On April 23 the slow progress of the German forces moving up from Oslo toward Trondheim and Åndalsnes caused the “excitement to grow,” as Jodl put it, but the next day the news was better and from that day it continued to grow more rosy. By the twenty-sixth the warlord was in such fine fettle that at 3:30 in the morning, during an all-night session with his military advisers, he told them he intended to start “Yellow” between May 1 and 7. “Yellow” was the code name for the attack in the West across Holland and Belgium. Though on April 29 Hitler was again “worried about Trondheim,” the next day he was “happy with joy” at the news that a battle group from Oslo had reached the city. He could at last turn his attention back to the West. On May 1 he ordered that preparations for the big attack there be ready by May 5.

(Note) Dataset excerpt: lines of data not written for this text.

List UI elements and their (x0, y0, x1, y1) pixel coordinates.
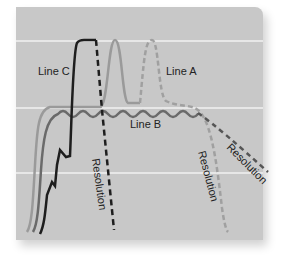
label-resolution-c: Resolution (90, 158, 109, 211)
label-line-c: Line C (38, 65, 70, 77)
line-diagram: Line C Line A Line B Resolution Resoluti… (0, 0, 281, 256)
label-line-a: Line A (166, 65, 197, 77)
label-resolution-b: Resolution (225, 141, 270, 186)
label-line-b: Line B (130, 118, 161, 130)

The Wehrmacht commanders—Goering, Brauchitsch, Halder, Keitel, Jodl, Raeder and the rest—had for the first time had a foretaste during the Norwegian campaign of how their demonic Leader cracked under the strain of e
ven minor setbacks in battle. It was a weakness which would grow on him when, after a series of further astonishing military successes, the tide of war changed, and it would contribute mightily to the eventual debacle of the Third Reich.

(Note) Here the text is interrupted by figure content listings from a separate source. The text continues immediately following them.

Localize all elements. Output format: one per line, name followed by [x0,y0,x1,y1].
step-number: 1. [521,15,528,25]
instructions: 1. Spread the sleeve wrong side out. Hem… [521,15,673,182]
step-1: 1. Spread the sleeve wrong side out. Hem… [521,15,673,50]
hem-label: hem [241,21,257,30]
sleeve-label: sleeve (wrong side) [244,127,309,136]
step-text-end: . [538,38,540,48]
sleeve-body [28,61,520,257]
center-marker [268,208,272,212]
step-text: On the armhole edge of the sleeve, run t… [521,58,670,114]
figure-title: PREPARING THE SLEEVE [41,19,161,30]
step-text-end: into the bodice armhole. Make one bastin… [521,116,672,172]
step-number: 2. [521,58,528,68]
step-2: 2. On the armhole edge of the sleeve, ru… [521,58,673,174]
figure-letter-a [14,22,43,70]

Still, any way one looked at it, the quick conquest of Denmark and Norway had been an important victory for Hitler and a discouraging defeat for the British. It secured the winter iron ore route, gave added protection to the entrance to the Baltic, allowed the daring German Navy to break out into the North Atlantic and provided them with excellent port facilities there for submarines and surface ships in the sea war against Britain. It brought Hitler air bases hundreds of miles closer to the main enemy. And perhaps most important of all it immensely enhanced the military prestige of the Third Reich and correspondingly diminished that of the Western Allies. Nazi Germany seemed invincible. Austria, Czechoslovakia, Poland and now Denmark and Norway had succumbed easily to Hitler’s force, or threat of force, and not even the help of two major allies in the West had been, in the latter cases, of the slightest avail. The wave of the future, as an eminent American woman wrote, seemed to belong to Hitler and Nazism.